All, I would like there to be some checks in place to confirm the integrity of a back up after an OS is not cleanly shutdown to avoid new base images all the time.
All, I would like there to be some checks in place to confirm the integrity of a back up after an OS is not cleanly shutdown to avoid new base images all the time.
There are multiple reasons for base image creations, many of them unrelated to bad shutdowns. Basically there are 3 categories of issues conucive of base images all related to the so called change logs (located in the System Volume Information of each volume):
1. The change logs are not updated while there are blocks changed on the volume (most common case a system crash)
2. The change logs cannot be read (common issue -- anti virus locking the change logs)
3. The amount of change on the volume is more than the Agent can process (the rule of thumb is 40% on a good size volume but there are many other factors, like system load).
There is always the possibility that the change logs get corrupted but this happens rarely -- i.e. the change logs are locked long enough that the changed volume blocks are lost -- this may be the result of AV or some other third party software.
In my opinion, the ideal for getting read of unwanted base images would be a new operation -- let's call it rolldown that would compare the base image with the data already present in the repository and transform it into an incremental. Other option that nay be of interest would be agent side deduplication.
There are multiple reasons for base image creations, many of them unrelated to bad shutdowns. Basically there are 3 categories of issues conucive of base images all related to the so called change logs (located in the System Volume Information of each volume):
1. The change logs are not updated while there are blocks changed on the volume (most common case a system crash)
2. The change logs cannot be read (common issue -- anti virus locking the change logs)
3. The amount of change on the volume is more than the Agent can process (the rule of thumb is 40% on a good size volume but there are many other factors, like system load).
There is always the possibility that the change logs get corrupted but this happens rarely -- i.e. the change logs are locked long enough that the changed volume blocks are lost -- this may be the result of AV or some other third party software.
In my opinion, the ideal for getting read of unwanted base images would be a new operation -- let's call it rolldown that would compare the base image with the data already present in the repository and transform it into an incremental. Other option that nay be of interest would be agent side deduplication.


## What the task asks
Going through the entries below, copy out each line that contains "equals".

[Figure collection entries]
-=-=-=-=-
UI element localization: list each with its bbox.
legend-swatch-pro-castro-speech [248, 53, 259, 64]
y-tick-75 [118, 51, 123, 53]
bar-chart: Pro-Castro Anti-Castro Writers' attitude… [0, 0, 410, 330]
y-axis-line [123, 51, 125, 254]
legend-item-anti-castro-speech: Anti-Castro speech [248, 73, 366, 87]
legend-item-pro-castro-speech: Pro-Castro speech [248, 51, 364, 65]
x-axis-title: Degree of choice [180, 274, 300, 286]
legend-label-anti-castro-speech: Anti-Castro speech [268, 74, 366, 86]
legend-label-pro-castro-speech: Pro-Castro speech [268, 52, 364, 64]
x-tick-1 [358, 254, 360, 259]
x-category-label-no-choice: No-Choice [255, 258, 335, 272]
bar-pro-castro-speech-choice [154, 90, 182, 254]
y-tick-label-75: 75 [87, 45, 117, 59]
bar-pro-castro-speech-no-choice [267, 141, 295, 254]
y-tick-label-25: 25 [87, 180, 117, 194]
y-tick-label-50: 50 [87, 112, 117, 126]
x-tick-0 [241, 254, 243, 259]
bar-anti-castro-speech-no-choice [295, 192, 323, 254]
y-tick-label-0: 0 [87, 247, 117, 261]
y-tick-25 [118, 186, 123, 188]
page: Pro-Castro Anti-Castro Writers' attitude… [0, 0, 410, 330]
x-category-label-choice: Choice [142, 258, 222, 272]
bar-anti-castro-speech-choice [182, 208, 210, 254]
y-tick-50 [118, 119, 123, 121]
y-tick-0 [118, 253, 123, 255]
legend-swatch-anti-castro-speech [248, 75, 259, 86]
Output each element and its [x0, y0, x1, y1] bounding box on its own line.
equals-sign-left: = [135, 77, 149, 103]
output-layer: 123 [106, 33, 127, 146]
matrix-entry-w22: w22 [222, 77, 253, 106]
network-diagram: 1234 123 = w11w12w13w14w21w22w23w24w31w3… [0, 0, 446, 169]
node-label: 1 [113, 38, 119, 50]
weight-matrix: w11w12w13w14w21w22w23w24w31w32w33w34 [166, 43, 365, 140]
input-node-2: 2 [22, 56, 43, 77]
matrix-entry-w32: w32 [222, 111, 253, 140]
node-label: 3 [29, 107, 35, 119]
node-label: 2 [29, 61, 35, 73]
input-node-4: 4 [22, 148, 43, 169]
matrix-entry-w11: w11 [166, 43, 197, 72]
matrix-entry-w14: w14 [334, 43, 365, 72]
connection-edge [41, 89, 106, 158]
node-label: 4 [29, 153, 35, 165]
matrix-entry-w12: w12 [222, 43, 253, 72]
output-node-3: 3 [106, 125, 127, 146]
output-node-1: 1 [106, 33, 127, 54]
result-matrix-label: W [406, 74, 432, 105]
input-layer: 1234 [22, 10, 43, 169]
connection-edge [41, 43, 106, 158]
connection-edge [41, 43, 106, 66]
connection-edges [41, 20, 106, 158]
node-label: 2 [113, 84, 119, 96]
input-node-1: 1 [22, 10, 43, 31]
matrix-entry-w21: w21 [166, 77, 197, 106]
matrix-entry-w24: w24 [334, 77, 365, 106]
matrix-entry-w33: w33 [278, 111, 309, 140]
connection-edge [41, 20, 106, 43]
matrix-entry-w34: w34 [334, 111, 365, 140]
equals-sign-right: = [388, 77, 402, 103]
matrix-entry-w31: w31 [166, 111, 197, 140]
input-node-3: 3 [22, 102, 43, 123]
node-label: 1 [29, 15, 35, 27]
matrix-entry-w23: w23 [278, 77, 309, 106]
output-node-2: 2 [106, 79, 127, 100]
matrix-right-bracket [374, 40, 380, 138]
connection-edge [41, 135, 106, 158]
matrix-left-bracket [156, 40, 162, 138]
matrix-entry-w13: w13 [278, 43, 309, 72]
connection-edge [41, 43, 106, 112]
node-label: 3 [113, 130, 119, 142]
-=-=-=-=-
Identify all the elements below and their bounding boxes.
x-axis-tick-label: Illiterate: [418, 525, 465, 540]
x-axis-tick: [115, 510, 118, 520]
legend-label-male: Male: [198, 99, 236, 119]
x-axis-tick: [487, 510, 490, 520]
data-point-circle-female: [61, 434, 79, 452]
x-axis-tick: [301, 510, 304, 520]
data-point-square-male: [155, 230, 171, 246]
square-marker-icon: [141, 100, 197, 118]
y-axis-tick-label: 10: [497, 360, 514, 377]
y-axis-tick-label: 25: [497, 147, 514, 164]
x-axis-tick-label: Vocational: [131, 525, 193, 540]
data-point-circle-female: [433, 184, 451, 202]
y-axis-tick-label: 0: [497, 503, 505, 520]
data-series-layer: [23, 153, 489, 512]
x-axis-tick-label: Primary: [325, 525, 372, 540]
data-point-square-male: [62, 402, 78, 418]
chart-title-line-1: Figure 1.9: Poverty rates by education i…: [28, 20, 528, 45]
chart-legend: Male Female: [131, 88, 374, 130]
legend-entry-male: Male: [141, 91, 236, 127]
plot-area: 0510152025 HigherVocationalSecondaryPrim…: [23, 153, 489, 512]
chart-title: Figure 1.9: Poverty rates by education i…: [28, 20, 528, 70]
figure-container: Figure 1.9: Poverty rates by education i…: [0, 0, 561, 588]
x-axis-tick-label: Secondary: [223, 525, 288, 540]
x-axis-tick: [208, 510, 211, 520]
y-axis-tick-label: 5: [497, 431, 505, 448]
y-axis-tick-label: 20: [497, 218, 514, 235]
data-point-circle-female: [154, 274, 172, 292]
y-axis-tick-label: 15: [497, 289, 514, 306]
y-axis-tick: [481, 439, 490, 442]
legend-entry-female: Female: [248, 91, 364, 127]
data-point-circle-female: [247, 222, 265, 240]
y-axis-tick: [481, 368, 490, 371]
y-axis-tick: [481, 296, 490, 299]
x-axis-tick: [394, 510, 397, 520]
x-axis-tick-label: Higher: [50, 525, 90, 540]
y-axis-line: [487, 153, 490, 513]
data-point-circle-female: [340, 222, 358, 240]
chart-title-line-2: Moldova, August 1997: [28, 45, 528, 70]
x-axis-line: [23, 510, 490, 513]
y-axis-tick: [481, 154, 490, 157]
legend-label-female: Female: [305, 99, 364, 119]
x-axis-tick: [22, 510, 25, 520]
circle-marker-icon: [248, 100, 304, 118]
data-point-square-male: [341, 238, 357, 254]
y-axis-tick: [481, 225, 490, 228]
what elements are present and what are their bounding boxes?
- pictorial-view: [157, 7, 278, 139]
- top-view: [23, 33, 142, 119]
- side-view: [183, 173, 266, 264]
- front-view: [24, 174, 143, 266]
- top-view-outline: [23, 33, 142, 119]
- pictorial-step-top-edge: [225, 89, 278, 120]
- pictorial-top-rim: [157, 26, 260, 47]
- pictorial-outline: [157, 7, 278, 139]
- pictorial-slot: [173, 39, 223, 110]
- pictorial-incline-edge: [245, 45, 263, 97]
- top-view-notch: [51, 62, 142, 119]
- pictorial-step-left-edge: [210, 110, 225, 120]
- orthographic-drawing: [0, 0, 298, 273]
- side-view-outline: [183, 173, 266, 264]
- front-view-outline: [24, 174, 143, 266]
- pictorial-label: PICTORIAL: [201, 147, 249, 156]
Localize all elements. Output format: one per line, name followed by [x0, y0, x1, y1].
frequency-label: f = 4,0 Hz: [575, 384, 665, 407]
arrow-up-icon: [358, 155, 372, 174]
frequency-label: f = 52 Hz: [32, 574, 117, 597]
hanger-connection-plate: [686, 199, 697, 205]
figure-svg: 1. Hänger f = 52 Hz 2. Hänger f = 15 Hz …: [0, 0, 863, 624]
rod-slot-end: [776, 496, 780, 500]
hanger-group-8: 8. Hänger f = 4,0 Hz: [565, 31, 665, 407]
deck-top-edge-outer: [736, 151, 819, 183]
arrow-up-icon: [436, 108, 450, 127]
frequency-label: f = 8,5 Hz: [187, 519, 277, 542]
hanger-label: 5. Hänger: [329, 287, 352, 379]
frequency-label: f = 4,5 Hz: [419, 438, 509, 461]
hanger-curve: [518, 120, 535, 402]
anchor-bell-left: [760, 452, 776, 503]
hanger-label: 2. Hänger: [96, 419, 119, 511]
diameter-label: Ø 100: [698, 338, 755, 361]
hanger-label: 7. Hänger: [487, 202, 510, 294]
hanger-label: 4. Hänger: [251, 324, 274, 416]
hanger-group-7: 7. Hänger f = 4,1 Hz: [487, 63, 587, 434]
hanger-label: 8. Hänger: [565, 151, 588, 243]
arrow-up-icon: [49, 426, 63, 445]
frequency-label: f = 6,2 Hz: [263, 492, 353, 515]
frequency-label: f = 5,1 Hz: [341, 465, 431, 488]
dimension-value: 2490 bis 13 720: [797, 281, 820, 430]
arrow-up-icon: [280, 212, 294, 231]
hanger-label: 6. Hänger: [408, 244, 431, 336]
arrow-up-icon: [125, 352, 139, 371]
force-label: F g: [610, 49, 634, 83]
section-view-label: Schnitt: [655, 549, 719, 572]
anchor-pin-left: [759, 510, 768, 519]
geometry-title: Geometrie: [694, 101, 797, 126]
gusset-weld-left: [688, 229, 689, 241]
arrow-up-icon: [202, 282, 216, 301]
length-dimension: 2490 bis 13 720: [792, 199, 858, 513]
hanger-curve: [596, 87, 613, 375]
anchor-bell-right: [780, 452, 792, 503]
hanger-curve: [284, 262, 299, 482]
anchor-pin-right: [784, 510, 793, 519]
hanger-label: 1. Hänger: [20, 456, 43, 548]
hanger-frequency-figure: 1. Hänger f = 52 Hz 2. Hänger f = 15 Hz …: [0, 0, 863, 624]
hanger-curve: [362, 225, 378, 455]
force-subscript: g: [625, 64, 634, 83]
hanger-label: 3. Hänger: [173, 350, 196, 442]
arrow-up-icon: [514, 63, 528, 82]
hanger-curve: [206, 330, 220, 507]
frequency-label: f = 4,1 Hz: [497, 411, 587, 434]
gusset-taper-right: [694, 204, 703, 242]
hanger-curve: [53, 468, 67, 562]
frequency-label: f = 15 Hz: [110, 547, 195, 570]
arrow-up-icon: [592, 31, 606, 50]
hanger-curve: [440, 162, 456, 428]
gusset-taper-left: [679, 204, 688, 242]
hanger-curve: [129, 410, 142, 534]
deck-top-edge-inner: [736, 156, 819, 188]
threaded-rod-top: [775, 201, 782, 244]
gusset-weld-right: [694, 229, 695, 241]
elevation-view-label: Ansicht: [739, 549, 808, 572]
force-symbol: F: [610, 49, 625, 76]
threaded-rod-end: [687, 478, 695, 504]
-=-=-=-=-
## Response area
equals-sign-left: = [135, 77, 149, 103]
equals-sign-right: = [388, 77, 402, 103]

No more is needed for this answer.